Akin to Choose Your Own Adventure or indeed to gamification, the ability for an audience to choose their own preferred ending in various art forms appears shocking that it hasn’t yet become standard. As culture has become more democratic, largely thanks to the internet, this seems inevitable.
Read ArticleThe New Yorker
THE LONG VIEW
“What excited him, then as now, was grand expeditionary photography from the turn of the twentieth century, when naturalism and modernism pushed up against each other.” Super longform on a photographer whose complex work richly deserves this focus. Also a more multimedia feel for New Yorker, who are beginning to experiment more with format.
Read ArticleTHE YEAR WE PLAYED OURSELVES
The end of year reviews have begun in earnest and this offering at The New Yorker takes DJ Khaled’s ‘play yourself’ phrase (mean that you’re screwing yourself over despite your best efforts) as the catchphrase for the year. Think Trump, think Boris Johnson’s attempt to become PM, think harder.
Read ArticleThe novelist of human unknowability
Guest curator, Pamela Hutchinson: “This in-depth profile of Henry Green, my favourite 20th-century novelist nails exactly the strengths of his sharp, surprising novels (Terry Southern called him a “writer’s writer’s writer”) and less happily, how his work has never quite had the popularity it deserves.”
Read ArticleCITY OF WOMEN
In anticipation of Rebecca Solnit and Joshua Jelly-Schapiro’s new book, Nonstop Metropolis, a literary-urbanist perspective of New York, there have been some great extracts and previews featured by publishers in the last week, including the interview with RZA recommended here a few days ago. Here Solnit illuminates the great women of New York.

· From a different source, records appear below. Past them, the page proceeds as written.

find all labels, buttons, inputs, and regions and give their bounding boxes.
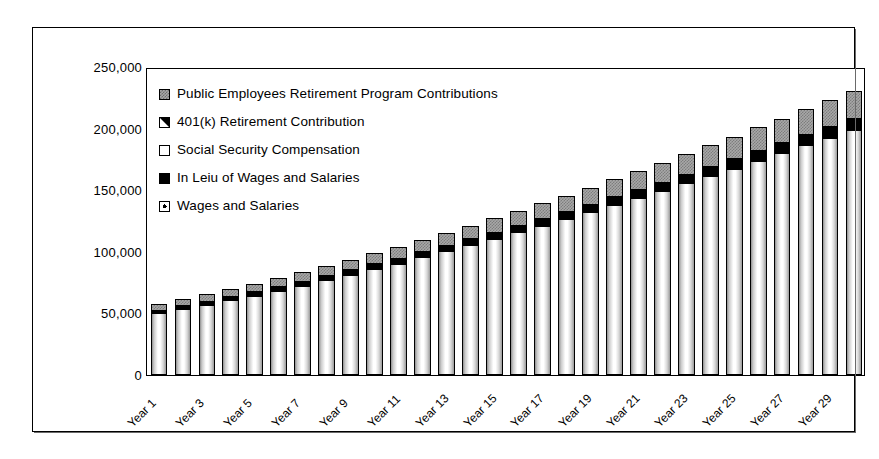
bar-segment-pers xyxy=(582,188,599,205)
bar-year-20[interactable] xyxy=(606,179,623,375)
legend-item-in-lieu[interactable]: In Leiu of Wages and Salaries xyxy=(159,164,579,192)
bar-segment-wages xyxy=(222,300,239,375)
bar-segment-pers xyxy=(270,278,287,287)
bar-segment-pers xyxy=(702,145,719,167)
bar-segment-wages xyxy=(390,264,407,375)
bar-segment-wages xyxy=(151,313,168,375)
bar-segment-wages xyxy=(199,305,216,375)
y-axis-tick-label: 200,000 xyxy=(50,123,142,136)
bar-segment-pers xyxy=(486,218,503,233)
bar-year-2[interactable] xyxy=(175,299,192,375)
bar-segment-in-lieu xyxy=(390,259,407,264)
x-axis-tick-label: Year 5 xyxy=(221,397,254,430)
bar-year-6[interactable] xyxy=(270,278,287,375)
bar-year-12[interactable] xyxy=(414,240,431,375)
bar-segment-wages xyxy=(846,130,863,375)
bar-segment-in-lieu xyxy=(702,167,719,176)
bar-segment-pers xyxy=(678,154,695,175)
y-axis-tick-label: 150,000 xyxy=(50,184,142,197)
bar-segment-in-lieu xyxy=(774,143,791,153)
x-axis-tick-label: Year 23 xyxy=(653,392,690,429)
bar-segment-in-lieu xyxy=(750,151,767,160)
bar-year-16[interactable] xyxy=(510,211,527,375)
bar-segment-in-lieu xyxy=(199,302,216,305)
bar-segment-wages xyxy=(702,176,719,375)
x-axis-tick-label: Year 25 xyxy=(701,392,738,429)
legend-item-label: 401(k) Retirement Contribution xyxy=(177,115,365,129)
bar-segment-pers xyxy=(606,179,623,197)
y-axis-tick-label: 100,000 xyxy=(50,246,142,259)
legend-item-label: Social Security Compensation xyxy=(177,143,360,157)
bar-segment-pers xyxy=(726,137,743,160)
bar-segment-wages xyxy=(246,296,263,375)
bar-segment-in-lieu xyxy=(846,119,863,130)
bar-segment-in-lieu xyxy=(222,297,239,300)
bar-year-30[interactable] xyxy=(846,91,863,375)
bar-year-25[interactable] xyxy=(726,137,743,375)
bar-segment-wages xyxy=(318,280,335,375)
bar-segment-in-lieu xyxy=(630,190,647,198)
bar-segment-in-lieu xyxy=(582,205,599,212)
bar-segment-in-lieu xyxy=(678,175,695,184)
bar-year-15[interactable] xyxy=(486,218,503,375)
bar-segment-pers xyxy=(366,253,383,264)
bar-segment-pers xyxy=(750,127,767,151)
x-axis-tick-label: Year 9 xyxy=(317,397,350,430)
bar-year-18[interactable] xyxy=(558,196,575,376)
chart-legend: Public Employees Retirement Program Cont… xyxy=(159,80,579,220)
bar-year-11[interactable] xyxy=(390,247,407,375)
bar-year-22[interactable] xyxy=(654,163,671,375)
chart-outer-frame: 250,000200,000150,000100,00050,0000 Year… xyxy=(32,27,855,432)
x-axis-tick-label: Year 15 xyxy=(461,392,498,429)
legend-swatch-pers-icon xyxy=(159,89,170,100)
bar-year-29[interactable] xyxy=(822,100,839,375)
bar-year-10[interactable] xyxy=(366,253,383,375)
bar-segment-pers xyxy=(342,260,359,271)
x-axis-tick-label: Year 21 xyxy=(605,392,642,429)
bar-year-7[interactable] xyxy=(294,272,311,375)
bar-segment-pers xyxy=(390,247,407,259)
bar-segment-in-lieu xyxy=(414,252,431,257)
bar-year-5[interactable] xyxy=(246,284,263,375)
bar-year-8[interactable] xyxy=(318,266,335,375)
bar-segment-wages xyxy=(750,161,767,375)
bar-segment-in-lieu xyxy=(246,292,263,296)
legend-item-retirement-401k[interactable]: 401(k) Retirement Contribution xyxy=(159,108,579,136)
bar-segment-pers xyxy=(438,233,455,246)
bar-segment-wages xyxy=(486,239,503,375)
legend-item-pers[interactable]: Public Employees Retirement Program Cont… xyxy=(159,80,579,108)
bar-year-21[interactable] xyxy=(630,171,647,375)
x-axis-tick-label: Year 11 xyxy=(365,393,402,430)
bar-segment-wages xyxy=(798,145,815,375)
bar-year-27[interactable] xyxy=(774,119,791,375)
bar-segment-wages xyxy=(366,269,383,375)
legend-item-wages[interactable]: Wages and Salaries xyxy=(159,192,579,220)
legend-item-label: Public Employees Retirement Program Cont… xyxy=(177,87,498,101)
y-axis: 250,000200,000150,000100,00050,0000 xyxy=(47,68,142,376)
legend-item-social-security[interactable]: Social Security Compensation xyxy=(159,136,579,164)
bar-segment-in-lieu xyxy=(510,226,527,232)
bar-segment-in-lieu xyxy=(270,287,287,291)
bar-year-26[interactable] xyxy=(750,127,767,375)
bar-year-1[interactable] xyxy=(151,304,168,375)
bar-year-13[interactable] xyxy=(438,233,455,375)
bar-segment-pers xyxy=(630,171,647,190)
bar-year-23[interactable] xyxy=(678,154,695,375)
bar-year-14[interactable] xyxy=(462,226,479,376)
bar-year-19[interactable] xyxy=(582,188,599,375)
bar-segment-wages xyxy=(630,198,647,375)
x-axis-tick-label: Year 27 xyxy=(749,392,786,429)
bar-year-17[interactable] xyxy=(534,203,551,375)
bar-year-9[interactable] xyxy=(342,260,359,375)
bar-segment-in-lieu xyxy=(822,127,839,138)
bar-segment-pers xyxy=(151,304,168,311)
bar-segment-pers xyxy=(222,289,239,297)
bar-segment-wages xyxy=(558,219,575,375)
bar-year-4[interactable] xyxy=(222,289,239,375)
x-axis-tick-label: Year 3 xyxy=(173,397,206,430)
bar-segment-in-lieu xyxy=(654,183,671,191)
bar-year-28[interactable] xyxy=(798,109,815,375)
x-axis-tick-label: Year 19 xyxy=(557,392,594,429)
bar-year-3[interactable] xyxy=(199,294,216,375)
bar-year-24[interactable] xyxy=(702,145,719,375)
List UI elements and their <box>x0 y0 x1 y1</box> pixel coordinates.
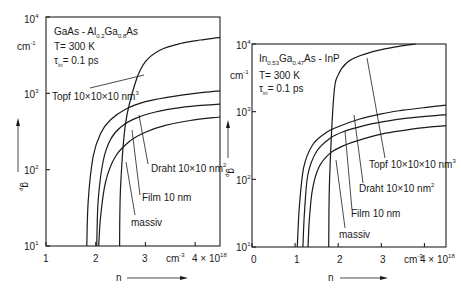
right-ytick-1: 101 <box>236 241 251 253</box>
right-ptr-draht <box>354 115 363 183</box>
right-y-arrowhead <box>226 120 230 128</box>
left-ptr-draht <box>139 115 148 164</box>
left-annot-draht: Draht 10×10 nm2 <box>151 162 227 174</box>
right-annot-draht: Draht 10×10 nm2 <box>359 182 435 194</box>
right-xtick-4: 4 × 1018 <box>420 253 455 265</box>
figure: 101 102 103 104 cm-1 1 2 3 cm-3 4 × 1018… <box>0 0 461 294</box>
right-material: In0.53Ga0.47As - InP <box>259 53 340 66</box>
right-xtick-3: 3 <box>380 254 386 265</box>
right-y-unit: cm-1 <box>230 69 249 81</box>
left-ptr-massiv <box>126 162 135 215</box>
right-ptr-topf <box>367 58 385 158</box>
right-xtick-1: 1 <box>294 254 300 265</box>
svg-text:gp: gp <box>19 182 31 192</box>
left-xlabel: n <box>116 272 122 283</box>
left-annot-topf: Topf 10×10×10 nm3 <box>52 90 139 102</box>
right-curve-draht <box>297 105 446 247</box>
left-temperature: T= 300 K <box>54 41 95 52</box>
right-annot-massiv: massiv <box>339 229 370 240</box>
right-ytick-2: 102 <box>236 174 251 186</box>
left-y-unit: cm-1 <box>17 40 36 52</box>
right-ytick-4: 104 <box>236 39 251 51</box>
left-annot-film: Film 10 nm <box>142 192 191 203</box>
left-ylabel: gp <box>19 182 31 192</box>
left-ytick-3: 103 <box>24 88 39 100</box>
right-xtick-2: 2 <box>337 254 343 265</box>
left-ytick-4: 104 <box>24 13 39 25</box>
right-xtick-0: 0 <box>251 254 257 265</box>
left-curves <box>87 37 220 246</box>
right-xlabel: n <box>328 272 334 283</box>
right-tau: τin= 0.1 ps <box>259 83 303 96</box>
left-xtick-2: 2 <box>93 253 99 264</box>
left-annot-massiv: massiv <box>131 217 162 228</box>
right-annot-topf: Topf 10×10×10 nm3 <box>369 158 456 170</box>
left-tau: τin= 0.1 ps <box>54 55 98 68</box>
left-x-unit: cm-3 <box>166 252 185 264</box>
right-ytick-3: 103 <box>236 106 251 118</box>
right-x-arrowhead <box>380 276 388 280</box>
left-x-arrowhead <box>180 276 188 280</box>
left-y-arrowhead <box>16 118 20 126</box>
left-ptr-film <box>132 130 140 195</box>
left-panel: 101 102 103 104 cm-1 1 2 3 cm-3 4 × 1018… <box>16 13 227 283</box>
right-curve-film <box>303 115 446 247</box>
left-ytick-2: 102 <box>24 164 39 176</box>
right-ptr-massiv <box>336 160 345 228</box>
right-panel: 101 102 103 104 cm-1 0 1 2 3 cm-3 4 × 10… <box>225 39 456 283</box>
left-xtick-3: 3 <box>142 253 148 264</box>
left-xtick-1: 1 <box>43 253 49 264</box>
left-ytick-1: 101 <box>24 240 39 252</box>
left-xtick-4: 4 × 1018 <box>192 252 227 264</box>
right-annot-film: Film 10 nm <box>351 208 400 219</box>
left-material: GaAs - Al0.2Ga0.8As <box>54 26 138 39</box>
right-temperature: T= 300 K <box>259 70 300 81</box>
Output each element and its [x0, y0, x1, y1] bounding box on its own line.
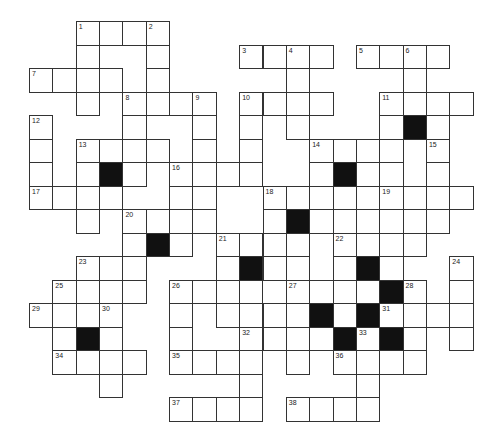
letter-cell[interactable]: [99, 21, 123, 46]
letter-cell[interactable]: [309, 327, 333, 352]
letter-cell[interactable]: 34: [52, 350, 76, 375]
letter-cell[interactable]: [99, 280, 123, 305]
letter-cell[interactable]: [403, 327, 427, 352]
letter-cell[interactable]: [286, 350, 310, 375]
letter-cell[interactable]: [403, 92, 427, 117]
letter-cell[interactable]: [146, 209, 170, 234]
letter-cell[interactable]: [403, 233, 427, 258]
letter-cell[interactable]: [76, 350, 100, 375]
letter-cell[interactable]: [286, 233, 310, 258]
letter-cell[interactable]: 25: [52, 280, 76, 305]
letter-cell[interactable]: [449, 327, 473, 352]
letter-cell[interactable]: [403, 209, 427, 234]
letter-cell[interactable]: 32: [239, 327, 263, 352]
letter-cell[interactable]: [333, 186, 357, 211]
letter-cell[interactable]: [333, 256, 357, 281]
letter-cell[interactable]: [263, 45, 287, 70]
letter-cell[interactable]: [239, 397, 263, 422]
letter-cell[interactable]: [356, 162, 380, 187]
letter-cell[interactable]: [76, 45, 100, 70]
letter-cell[interactable]: 31: [379, 303, 403, 328]
letter-cell[interactable]: [379, 162, 403, 187]
letter-cell[interactable]: [333, 139, 357, 164]
letter-cell[interactable]: 21: [216, 233, 240, 258]
letter-cell[interactable]: 13: [76, 139, 100, 164]
letter-cell[interactable]: 1: [76, 21, 100, 46]
letter-cell[interactable]: [333, 280, 357, 305]
letter-cell[interactable]: [286, 68, 310, 93]
letter-cell[interactable]: [356, 350, 380, 375]
letter-cell[interactable]: 37: [169, 397, 193, 422]
letter-cell[interactable]: [333, 209, 357, 234]
letter-cell[interactable]: [379, 115, 403, 140]
letter-cell[interactable]: [449, 280, 473, 305]
letter-cell[interactable]: [122, 350, 146, 375]
letter-cell[interactable]: [403, 303, 427, 328]
letter-cell[interactable]: [99, 139, 123, 164]
letter-cell[interactable]: 3: [239, 45, 263, 70]
letter-cell[interactable]: [29, 139, 53, 164]
letter-cell[interactable]: 4: [286, 45, 310, 70]
letter-cell[interactable]: 20: [122, 209, 146, 234]
letter-cell[interactable]: [122, 256, 146, 281]
letter-cell[interactable]: [52, 68, 76, 93]
letter-cell[interactable]: [99, 327, 123, 352]
letter-cell[interactable]: [309, 397, 333, 422]
letter-cell[interactable]: [76, 280, 100, 305]
letter-cell[interactable]: [356, 233, 380, 258]
letter-cell[interactable]: [192, 350, 216, 375]
letter-cell[interactable]: [356, 397, 380, 422]
letter-cell[interactable]: 2: [146, 21, 170, 46]
letter-cell[interactable]: [309, 162, 333, 187]
letter-cell[interactable]: [192, 139, 216, 164]
letter-cell[interactable]: [379, 139, 403, 164]
letter-cell[interactable]: [146, 139, 170, 164]
letter-cell[interactable]: [263, 92, 287, 117]
letter-cell[interactable]: 22: [333, 233, 357, 258]
letter-cell[interactable]: 5: [356, 45, 380, 70]
letter-cell[interactable]: [192, 162, 216, 187]
letter-cell[interactable]: [379, 45, 403, 70]
letter-cell[interactable]: [263, 209, 287, 234]
letter-cell[interactable]: [192, 280, 216, 305]
letter-cell[interactable]: [309, 280, 333, 305]
letter-cell[interactable]: [309, 209, 333, 234]
letter-cell[interactable]: [76, 186, 100, 211]
letter-cell[interactable]: 18: [263, 186, 287, 211]
letter-cell[interactable]: 10: [239, 92, 263, 117]
letter-cell[interactable]: 14: [309, 139, 333, 164]
letter-cell[interactable]: [356, 374, 380, 399]
letter-cell[interactable]: [239, 162, 263, 187]
letter-cell[interactable]: [333, 397, 357, 422]
letter-cell[interactable]: [192, 397, 216, 422]
letter-cell[interactable]: [309, 186, 333, 211]
letter-cell[interactable]: [356, 209, 380, 234]
letter-cell[interactable]: 30: [99, 303, 123, 328]
letter-cell[interactable]: [239, 115, 263, 140]
letter-cell[interactable]: [76, 162, 100, 187]
letter-cell[interactable]: [52, 186, 76, 211]
letter-cell[interactable]: [146, 68, 170, 93]
letter-cell[interactable]: [286, 92, 310, 117]
letter-cell[interactable]: [239, 139, 263, 164]
letter-cell[interactable]: [169, 92, 193, 117]
letter-cell[interactable]: [122, 162, 146, 187]
letter-cell[interactable]: 8: [122, 92, 146, 117]
letter-cell[interactable]: [29, 162, 53, 187]
letter-cell[interactable]: [52, 327, 76, 352]
letter-cell[interactable]: 27: [286, 280, 310, 305]
letter-cell[interactable]: [52, 303, 76, 328]
letter-cell[interactable]: [263, 303, 287, 328]
letter-cell[interactable]: 24: [449, 256, 473, 281]
letter-cell[interactable]: [99, 68, 123, 93]
letter-cell[interactable]: [403, 186, 427, 211]
letter-cell[interactable]: 19: [379, 186, 403, 211]
letter-cell[interactable]: [216, 162, 240, 187]
letter-cell[interactable]: [286, 303, 310, 328]
letter-cell[interactable]: [403, 68, 427, 93]
letter-cell[interactable]: [216, 350, 240, 375]
letter-cell[interactable]: [426, 162, 450, 187]
letter-cell[interactable]: [379, 256, 403, 281]
letter-cell[interactable]: 17: [29, 186, 53, 211]
letter-cell[interactable]: [286, 256, 310, 281]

Read ArticleLEONARD COHEN MAKES IT DARKER
An extended profile of the now 82-year-old Leonard Cohen ahead of the release of his latest album. Some of the press that’s reacted to this interview have suggested that this is an album which is foreseeing his own death but in truth he’s been singing about death since he was in his early twenties.
Read ArticleWHEN MUSIC IS VIOLENCE
“On a symbolic level, the rituals at Guantánamo present an extreme image of how American culture forces itself on an often unwilling world.” A super discussion of music used aggressively as a form of torture. Alex Ross considers it only natural: if music represents human expression that we should expect violence.
Read ArticleIn the Future, We Will Photograph Everything and Look at Nothing
“Just as apps like Instagram and devices like iPhone made us all able to take decent photos, the new intelligent software should make all our shots effortlessly better, as well as much easier to find and share.” Future thinking for photo editing: a world where we just snap, and our technology does the rest.
Read ArticleThe Music Critic in the Age of the Insta-Release
Music writer, Amanda Petrusich responds to the rise of ‘Insta-releases’, albums released without prior warning, and the critics’ rush to be first or to be a part of the conversation. A superb discussion of the role of critics.